Enter Rethinking Lean in Healthcare. This slim book reviews and explains the principles and terms that are used in Lean for healthcare in a manner that is suitable for first-timers or those who need a refresher. It does so through the fictional account of a troubled (read, losing money) hospital with a somewhat hapless president and senior management staff who have learned, on their own, an important lessonyou cannot make a hospital profitable simply by cutting expenses. They are beginning to understand it but do not know what to do about it. In an intense and career-saving two-week period, however, they review their prior failures and realize that they have in front of them a potential solution to their quality problems, profitability, and dreadful staff morale: Lean for healthcare.
In a manner, this book reminds me of Berton Roueches classic, Eleven Blue Men. Roueche introduced generations of physicians and nonmedical personnel to modern epidemiology through a series of engaging mystery stories that were published first in The New Yorker (19471953) and then in a compilation. The book remains enjoyable at present.

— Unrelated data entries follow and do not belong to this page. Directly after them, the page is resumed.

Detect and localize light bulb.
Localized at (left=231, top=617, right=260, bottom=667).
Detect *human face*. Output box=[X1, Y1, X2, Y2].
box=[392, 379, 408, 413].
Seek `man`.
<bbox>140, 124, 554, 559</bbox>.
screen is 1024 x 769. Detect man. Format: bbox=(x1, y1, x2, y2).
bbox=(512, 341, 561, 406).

Like Roueches stories, Rethinking Lean in Healthcare is a mystery. Will the hospital president survive? Indeed, can the hospital survive? What went wrong when the hospital tried Lean years earlier, and what will be different this time? What new intrigues will the team face from resistors? With his typical clarity, Zidel neatly answers all these questions while explaining how and why Lean works in healthcare. He understands how healthcare personnel struggle with certain aspects of Lean and uses his story to address those struggles in a manner that is accessible to all readers.

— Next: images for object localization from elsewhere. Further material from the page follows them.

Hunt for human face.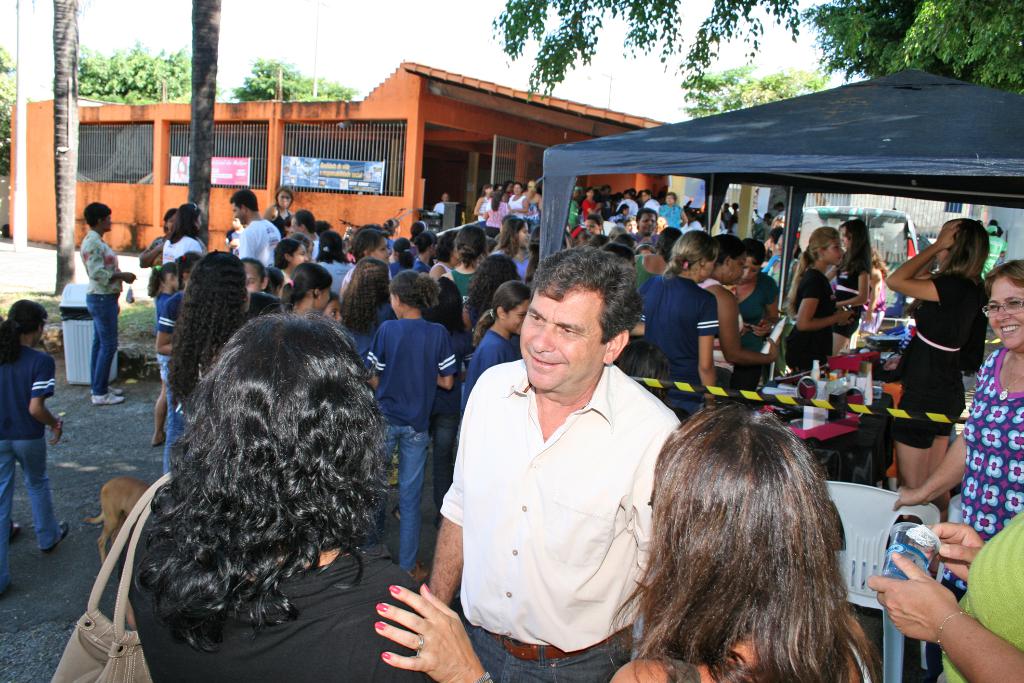
Hunted down at (700, 259, 715, 281).
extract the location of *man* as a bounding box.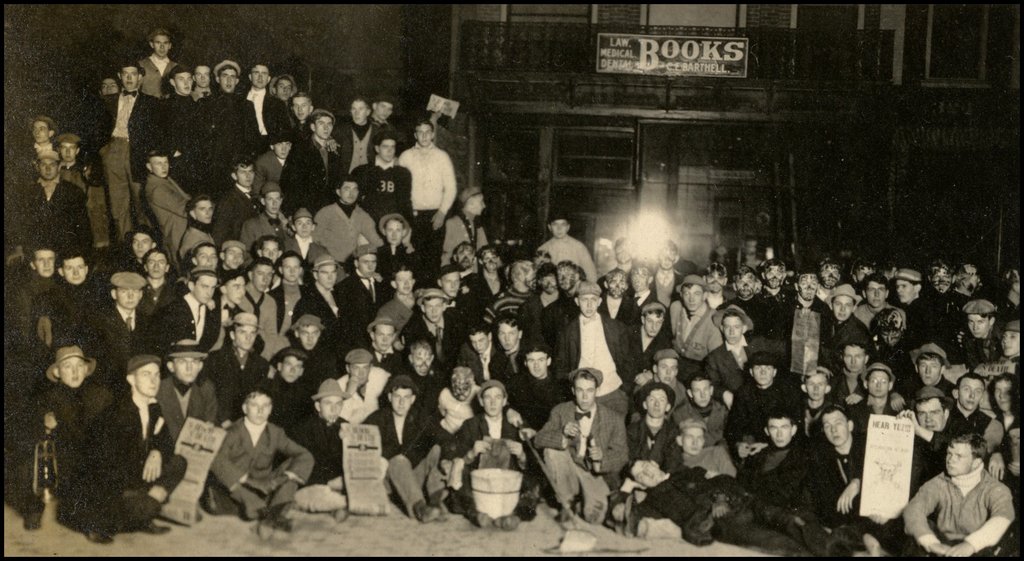
select_region(410, 286, 465, 371).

Rethinking Lean in Healthcare will be enjoyed by healthcare personnel and others alike while helping to disseminate an understanding of this powerful quality improvement method.
Richard Weinberg, MD CPE
Corporate director, pharmacy services, occupational medicine,
occupational and environmental safety and ergonomics,
Atlantic Health System, retired
My initial introduction to Lean manufacturing was during my tenure as a project engineer for an American multinational conglomerate in the aerospace industry. I had studied the works of Frederick Taylor, W. Edwards Deming, and Joseph Juran, but the Toyota Production System (Lean) seemed to encompass all of the principles preached by these men, and more. I became so interested in Lean that I left engineering to go and work in manufacturing. I learned from the consultants, was hired by the company, and attended countless Lean conferences. I was excited to put these principles to work. My initial experiences with Lean were not what I had hoped for. Even though the tools and principles of Lean, when applied to processes, reduced errors, increased production, improved work flow, eliminated excess inventory, and enhanced the quality of the product, the gains were not sustainable. This circumstance was extremely frustrating. I spoke with consultants and raised the question of sustainability at conferences, but the answers I received were never satisfactory. I read books on change management and experimented with the philosophies, but to no avail. The more I tried, the stouter the resistance. The company I was working for was spending huge sums of money in its attempt to become a Lean enterprise, but they were failing miserably. I knew something was missing but could not put my finger on it. I left manufacturing when I was offered an opportunity to implement Lean in healthcare. I quickly identified huge opportunities.